What Annoys Jeff this Week?

1. The value of time, or lack thereof. I’m a largely self-directed kind of guy. Give me a task and the day you want it completed and it’ll be on your desk, usually with a few minutes to spare. I prefer operating free from micromanagement. It’s usually when I do my best work. Sometimes, though, additional guidance is necessary, or perhaps one of my five bosses has asked for an update. I’m good with that. They need to know (or at least should know) what’s going on… but what chaps my ass to no end is when they schedule the meeting and then don’t bother showing up for their own update. Things happen, I know, but when you’ve done it six consecutive times, it shows a monumental disregard for anyone who isn’t you. Sooner or later a guy just might start taking that kind of insult a little personally. Thank God we don’t worry about little things like morale.

2. Buying essentials. Shopping for new tires is sucks. It’s a necessary evil, of course, but that doesn’t in any way make it as fun and exciting as say looking for a new puppy. I’ve got a laundry list of widgets I want to add to the Jeep for summer driving enjoyment, but instead of ordering a fancy new head unit or LED headlights I’m spending the week price checking local tire shops and looking at product reviews so I can buy four tires and a new battery for Big Red. Making responsible adult decisions is lame.

3. Any internet site that offers “127 things you didn’t know about Some Random Topic.” Of course I know 99.98% of these sites are pure click bait, but every once in a while one looks interesting enough to make the slog through the land of Click For Next Page feel worth it. The real problem is I read a lot of books, watch a lot of documentaries, pay attention to details, and have a genuinely curious mind. So if you could divide your click bait into separate “general knowledge” and “advanced” categories I’d find it extremely helpful. It would save me a great deal of time muttering “who the hell doesn’t know that?”

What Annoys Jeff this Week?

1. Irons in the fire. If there was ever a recurring them up in this place, it would have to be that time is fleeting. There’s never enough of it and there’s always too much to cram into the hours available. I hit that wall once every five or six months – when it gets to the point when you’ve got to start making uncomfortable decisions about what stays and what goes; what you’re willing to invest time into and what you’re going to toss over the transom. It’s why I don’t golf any more – I loved it, but carving out four or five uninterrupted hours at a time eventually fell into the too hard to do column. It’s getting to be one of those times again and it’s just a matter of racking and stacking the things that are eating up my day and deciding what makes the cut and what doesn’t. I’m absolutely convinced that I can do it all, but I equally sure I can’t do it all at once.

2. Failure to lead. Once upon a time, the United States was the voice of reason on the international stage. Winning two world wars and forging an international economic order, we managed to keep the cold war from turning hot and kept enough of a lid on a dozen other regional conflicts to keep them from boiling over and dragging the rest of the world down with them. Now, with our oldest alliances fraying and our “great power” influence on world events waning, we seem more or less content to let others lead while we fall back. We’re in retreat from the world around us and our responsibilities in it; worse, we’re letting other countries call the tune to which we’re going to have to dance. I see the growing notion at home and abroad that the United States is “just another country.” Philosophically, I’m horrified by the very notion and know full well that the road we’re on doesn’t end well either for us, or for the generations who have looked for us to lead the way.

3. Modern convenience. I have a light on my truck’s dash that is supposed to tell me when one of my tires is low on air. It’s been on for six months because what it’s really telling me is that I have a bad air pressure sensor. When I was informed by Toyota that the pressure sensor was a $300 fix, let’s just say that after laughing at them my next question was whether I could get behind the dash and just take the bulb out of the idiot light. I’m sure some people consider knowing their tire pressure from the pilot’s seat an incredible convenience. I’m not one of them. Back in the dark ages when I got my driver’s license, we had to manually check our tire pressure from time to time with a $.99 handheld analog gage. If it means not spending $299.01, I’m happy going right back to doing that once a week just like I did from 1994-2008. I’m pretty sure this is a case of modern convenience being more trouble than it’s worth.

Tires…

I ordered new tires a week ago. Then of course the shop wasn’t open the day before Christmas. Then it snowed and everything was closed. Then the tires didn’t show up the next day as scheduled. And as a result, here I sit, 6 hours after I had planned on leaving still waiting for the tires and the truck to actually come together. I’m a man who lives and dies my having a plan… and currently my plan is jacked up to the point of being in recognizable. If I’m surly the rest of the day at least you’ll know why.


EXERCISE
Pull out every line below that holds the word "pentagon".
== Segment start ==
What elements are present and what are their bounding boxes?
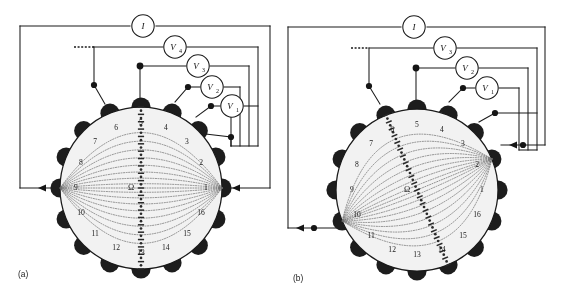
junction-node xyxy=(311,225,317,231)
panel-caption-a: (a) xyxy=(18,269,28,279)
electrode-label-12: 12 xyxy=(388,245,396,254)
junction-node xyxy=(91,82,97,88)
junction-node xyxy=(460,85,466,91)
electrode-label-6: 6 xyxy=(390,125,394,134)
electrode-label-2: 2 xyxy=(199,158,203,167)
electrode-label-1: 1 xyxy=(204,183,208,192)
voltmeter-1-sub-a: 1 xyxy=(236,107,239,113)
junction-node xyxy=(137,63,144,70)
electrode-label-8: 8 xyxy=(79,158,83,167)
electrode-label-4: 4 xyxy=(164,123,168,132)
voltmeter-4-a[interactable]: V 4 xyxy=(164,36,186,58)
voltmeter-2-a[interactable]: V 2 xyxy=(201,76,223,98)
voltmeter-3-sub-b: 3 xyxy=(449,49,452,55)
electrode-label-1: 1 xyxy=(480,185,484,194)
center-label: Ω xyxy=(404,185,410,194)
electrode-label-15: 15 xyxy=(459,231,467,240)
junction-node xyxy=(208,103,214,109)
electrode-label-7: 7 xyxy=(369,139,373,148)
electrode-label-11: 11 xyxy=(91,229,99,238)
electrode-label-9: 9 xyxy=(350,185,354,194)
electrode-label-12: 12 xyxy=(112,243,120,252)
center-label: Ω xyxy=(128,183,134,192)
electrode-label-13: 13 xyxy=(413,250,421,259)
electrode-label-6: 6 xyxy=(114,123,118,132)
electrode-label-3: 3 xyxy=(185,137,189,146)
panel-caption-b: (b) xyxy=(293,273,303,283)
junction-node xyxy=(413,65,420,72)
electrode-label-2: 2 xyxy=(475,160,479,169)
electrode-label-16: 16 xyxy=(197,208,205,217)
electrode-label-5: 5 xyxy=(415,120,419,129)
tank-b: 12345678910111213141516Ω xyxy=(326,99,507,280)
junction-node xyxy=(366,83,372,89)
electrode-label-9: 9 xyxy=(74,183,78,192)
voltmeter-1-a[interactable]: V 1 xyxy=(221,95,243,117)
voltmeter-2-b[interactable]: V 2 xyxy=(456,57,478,79)
voltmeter-2-sub-a: 2 xyxy=(216,88,219,94)
panel-a-diagram: I V 4 V 3 V xyxy=(0,0,283,303)
current-arrow-sink-a xyxy=(38,185,46,192)
junction-node xyxy=(520,142,526,148)
electrode-label-5: 5 xyxy=(139,118,143,127)
ammeter-a[interactable]: I xyxy=(132,15,154,37)
voltmeter-bus-b xyxy=(519,48,537,150)
voltmeter-3-b[interactable]: V 3 xyxy=(434,37,456,59)
panel-a: I V 4 V 3 V xyxy=(0,0,283,303)
voltmeter-1-b[interactable]: V 1 xyxy=(476,77,498,99)
electrode-label-4: 4 xyxy=(440,125,444,134)
ammeter-b[interactable]: I xyxy=(403,16,425,38)
electrode-label-14: 14 xyxy=(162,243,170,252)
current-arrow-source-a xyxy=(232,185,240,192)
voltmeter-3-a[interactable]: V 3 xyxy=(187,55,209,77)
junction-node xyxy=(492,110,498,116)
voltmeter-4-sub-a: 4 xyxy=(179,48,182,54)
panel-b-diagram: I V 3 V 2 xyxy=(283,0,566,303)
voltmeter-3-sub-a: 3 xyxy=(202,67,205,73)
voltmeter-2-sub-b: 2 xyxy=(471,69,474,75)
electrode-label-7: 7 xyxy=(93,137,97,146)
electrode-label-15: 15 xyxy=(183,229,191,238)
electrode-label-3: 3 xyxy=(461,139,465,148)
panel-b: I V 3 V 2 xyxy=(283,0,566,303)
electrode-label-16: 16 xyxy=(473,210,481,219)
junction-node xyxy=(185,84,191,90)
electrode-label-11: 11 xyxy=(367,231,375,240)
junction-node xyxy=(228,134,234,140)
tank-a: 12345678910111213141516Ω xyxy=(50,97,231,278)
electrode-label-14: 14 xyxy=(438,245,446,254)
electrode-label-10: 10 xyxy=(77,208,85,217)
electrode-label-8: 8 xyxy=(355,160,359,169)
voltmeter-1-sub-b: 1 xyxy=(491,89,494,95)
electrode-label-10: 10 xyxy=(353,210,361,219)
electrode-label-13: 13 xyxy=(137,248,145,257)
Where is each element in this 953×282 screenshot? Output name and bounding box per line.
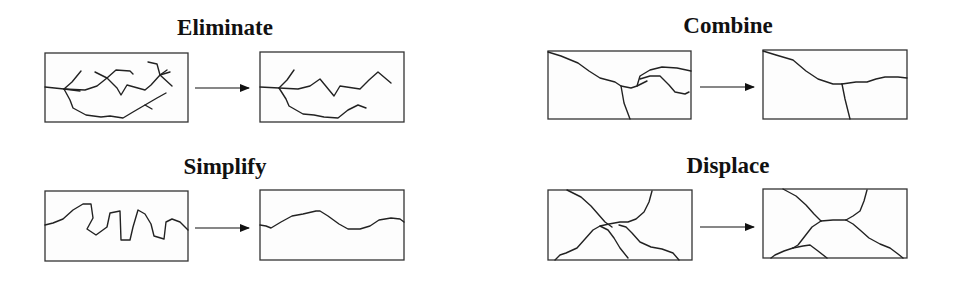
simplify-after	[260, 190, 404, 260]
eliminate-before	[45, 53, 188, 122]
combine-before	[548, 51, 691, 119]
generalization-diagram	[0, 0, 953, 282]
combine-after	[763, 50, 907, 119]
simplify-before	[45, 191, 188, 261]
displace-after	[763, 189, 907, 258]
eliminate-after	[260, 52, 404, 122]
displace-before	[548, 190, 692, 260]
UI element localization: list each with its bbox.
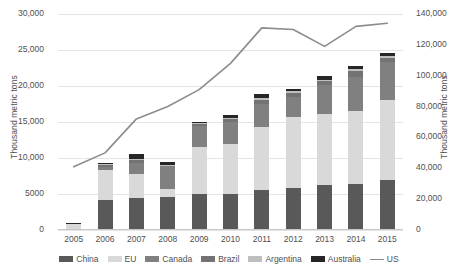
chart-legend: ChinaEUCanadaBrazilArgentinaAustraliaUS bbox=[0, 252, 458, 266]
legend-item-canada[interactable]: Canada bbox=[145, 254, 192, 264]
y-axis-right-tick-label: 40,000 bbox=[416, 163, 442, 172]
x-axis-tick-label: 2006 bbox=[89, 233, 120, 245]
y-axis-left-tick-label: 30,000 bbox=[18, 9, 44, 18]
legend-label: Australia bbox=[328, 254, 361, 264]
y-axis-right-tick-label: 60,000 bbox=[416, 132, 442, 141]
legend-item-china[interactable]: China bbox=[59, 254, 98, 264]
legend-swatch bbox=[59, 256, 73, 262]
legend-item-australia[interactable]: Australia bbox=[311, 254, 361, 264]
legend-label: Canada bbox=[162, 254, 192, 264]
legend-swatch bbox=[311, 256, 325, 262]
y-axis-right-ticks: 020,00040,00060,00080,000100,000120,0001… bbox=[408, 0, 456, 272]
y-axis-right-tick-label: 140,000 bbox=[416, 9, 447, 18]
legend-swatch bbox=[108, 256, 122, 262]
x-axis-tick-label: 2005 bbox=[58, 233, 89, 245]
legend-item-us[interactable]: US bbox=[370, 254, 399, 264]
y-axis-left-ticks: 0500010,00015,00020,00025,00030,000 bbox=[0, 0, 52, 272]
y-axis-left-tick-label: 20,000 bbox=[18, 81, 44, 90]
legend-swatch bbox=[145, 256, 159, 262]
legend-item-eu[interactable]: EU bbox=[108, 254, 137, 264]
x-axis-tick-label: 2008 bbox=[152, 233, 183, 245]
x-axis-tick-label: 2012 bbox=[278, 233, 309, 245]
gridline bbox=[58, 230, 403, 231]
legend-label: US bbox=[387, 254, 399, 264]
legend-label: China bbox=[76, 254, 98, 264]
legend-item-argentina[interactable]: Argentina bbox=[248, 254, 301, 264]
legend-item-brazil[interactable]: Brazil bbox=[201, 254, 239, 264]
y-axis-right-tick-label: 120,000 bbox=[416, 40, 447, 49]
legend-swatch bbox=[201, 256, 215, 262]
line-series-us bbox=[74, 23, 388, 166]
x-axis-tick-label: 2007 bbox=[121, 233, 152, 245]
x-axis-line bbox=[58, 229, 403, 230]
y-axis-left-tick-label: 10,000 bbox=[18, 153, 44, 162]
x-axis-tick-label: 2014 bbox=[340, 233, 371, 245]
y-axis-left-tick-label: 0 bbox=[39, 225, 44, 234]
x-axis-tick-label: 2009 bbox=[183, 233, 214, 245]
legend-label: Argentina bbox=[265, 254, 301, 264]
line-series-layer bbox=[58, 14, 403, 230]
x-axis-labels: 2005200620072008200920102011201220132014… bbox=[58, 233, 403, 247]
legend-label: EU bbox=[125, 254, 137, 264]
chart-container: Thousand metric tons Thousand metric ton… bbox=[0, 0, 458, 272]
x-axis-tick-label: 2010 bbox=[215, 233, 246, 245]
y-axis-left-tick-label: 15,000 bbox=[18, 117, 44, 126]
y-axis-right-tick-label: 0 bbox=[416, 225, 421, 234]
y-axis-right-tick-label: 20,000 bbox=[416, 194, 442, 203]
legend-label: Brazil bbox=[218, 254, 239, 264]
x-axis-tick-label: 2011 bbox=[246, 233, 277, 245]
y-axis-right-tick-label: 100,000 bbox=[416, 71, 447, 80]
x-axis-tick-label: 2015 bbox=[372, 233, 403, 245]
y-axis-left-tick-label: 25,000 bbox=[18, 45, 44, 54]
x-axis-tick-label: 2013 bbox=[309, 233, 340, 245]
plot-area bbox=[58, 14, 403, 230]
y-axis-left-tick-label: 5000 bbox=[25, 189, 44, 198]
legend-swatch bbox=[248, 256, 262, 262]
y-axis-right-tick-label: 80,000 bbox=[416, 102, 442, 111]
legend-line-marker bbox=[370, 259, 384, 260]
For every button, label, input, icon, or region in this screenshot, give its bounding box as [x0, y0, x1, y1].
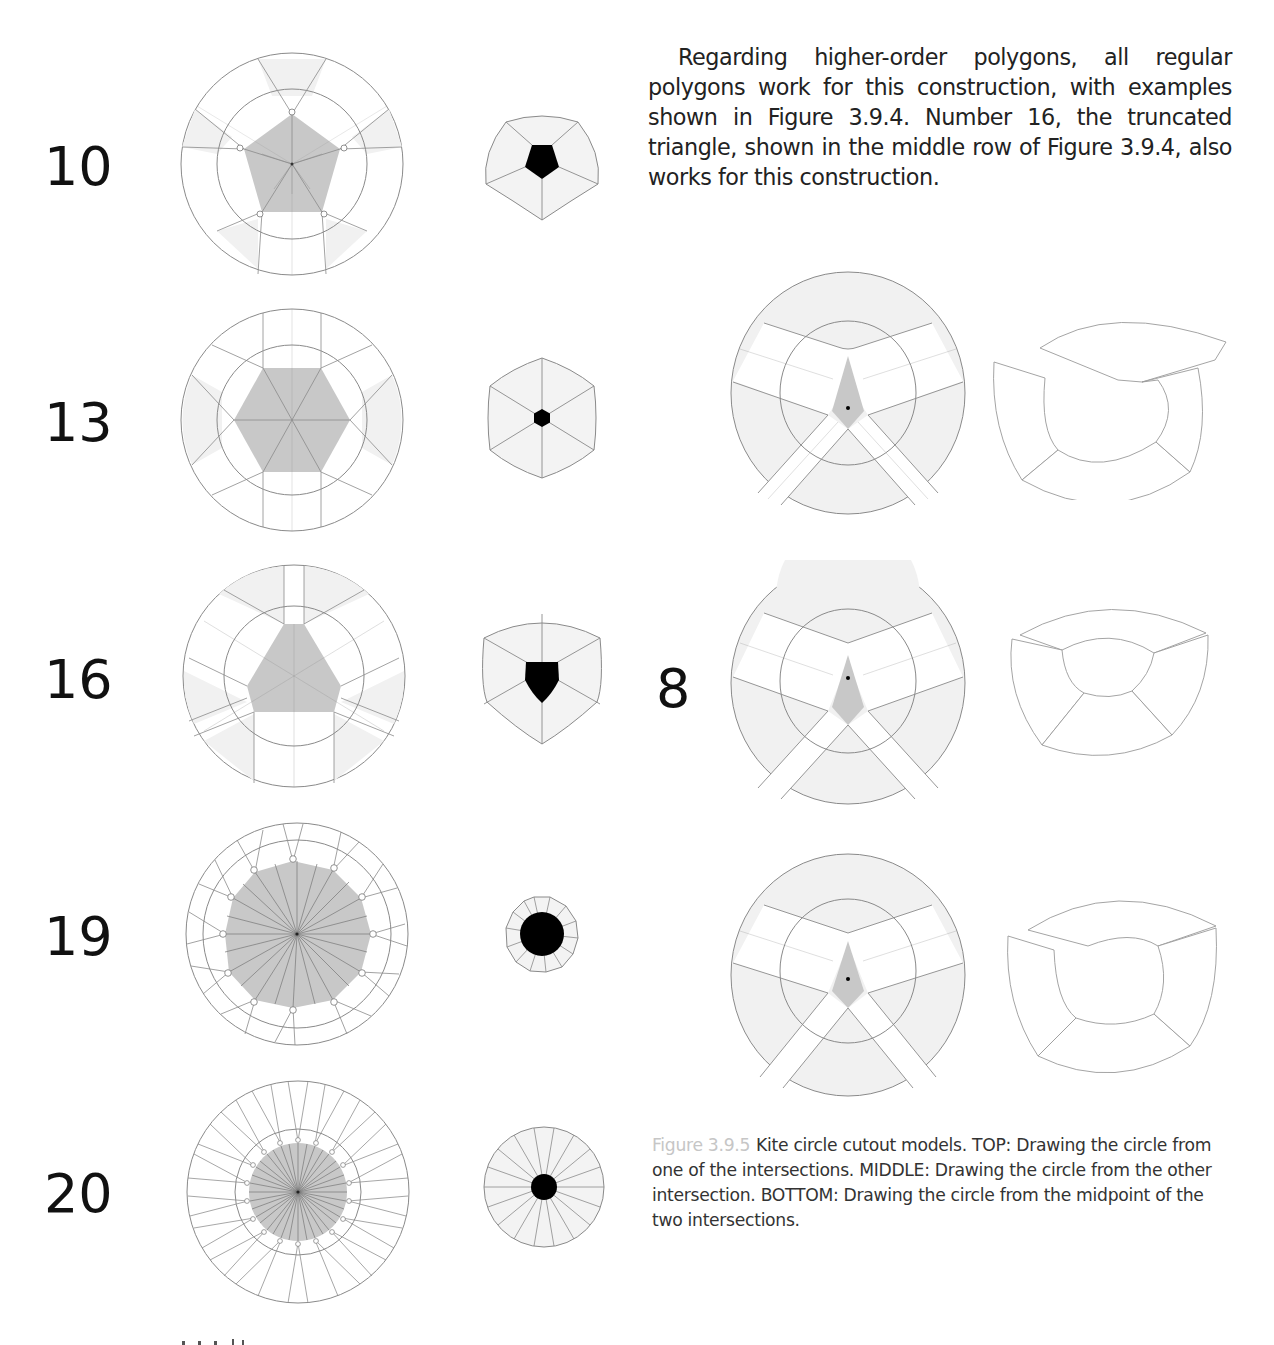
dodecagon-construction-diagram	[182, 818, 412, 1050]
kite-circle-diagram-top	[728, 270, 968, 516]
pentagon-cutout-model	[482, 100, 602, 224]
figure-caption: Figure 3.9.5Kite circle cutout models. T…	[652, 1133, 1232, 1233]
dodecagon-cutout-model	[502, 892, 582, 976]
row-number-10: 10	[44, 140, 113, 194]
truncated-triangle-construction-diagram	[180, 562, 408, 790]
row-number-20: 20	[44, 1167, 113, 1221]
kite-circle-cutout-bottom	[1006, 884, 1226, 1084]
truncated-triangle-cutout-model	[480, 608, 604, 746]
figure-caption-label: Figure 3.9.5	[652, 1135, 750, 1155]
kite-circle-diagram-middle	[728, 560, 968, 806]
pentagon-construction-diagram	[178, 50, 406, 278]
octadecagon-construction-diagram	[184, 1076, 412, 1308]
row-number-8: 8	[656, 662, 690, 716]
row-number-16: 16	[44, 653, 113, 707]
row-number-19: 19	[44, 910, 113, 964]
kite-circle-diagram-bottom	[728, 852, 968, 1098]
kite-circle-cutout-middle	[1010, 595, 1220, 795]
octadecagon-cutout-model	[482, 1124, 606, 1250]
cutoff-text-fragment	[180, 1338, 260, 1345]
hexagon-construction-diagram	[178, 306, 406, 534]
row-number-13: 13	[44, 396, 113, 450]
body-paragraph: Regarding higher-order polygons, all reg…	[648, 42, 1232, 192]
hexagon-cutout-model	[486, 356, 598, 480]
kite-circle-cutout-top	[990, 300, 1230, 500]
== Segment end ==
EXERCISE RESULT
pentagon-cutout-model	[482, 100, 602, 224]
pentagon-construction-diagram	[178, 50, 406, 278]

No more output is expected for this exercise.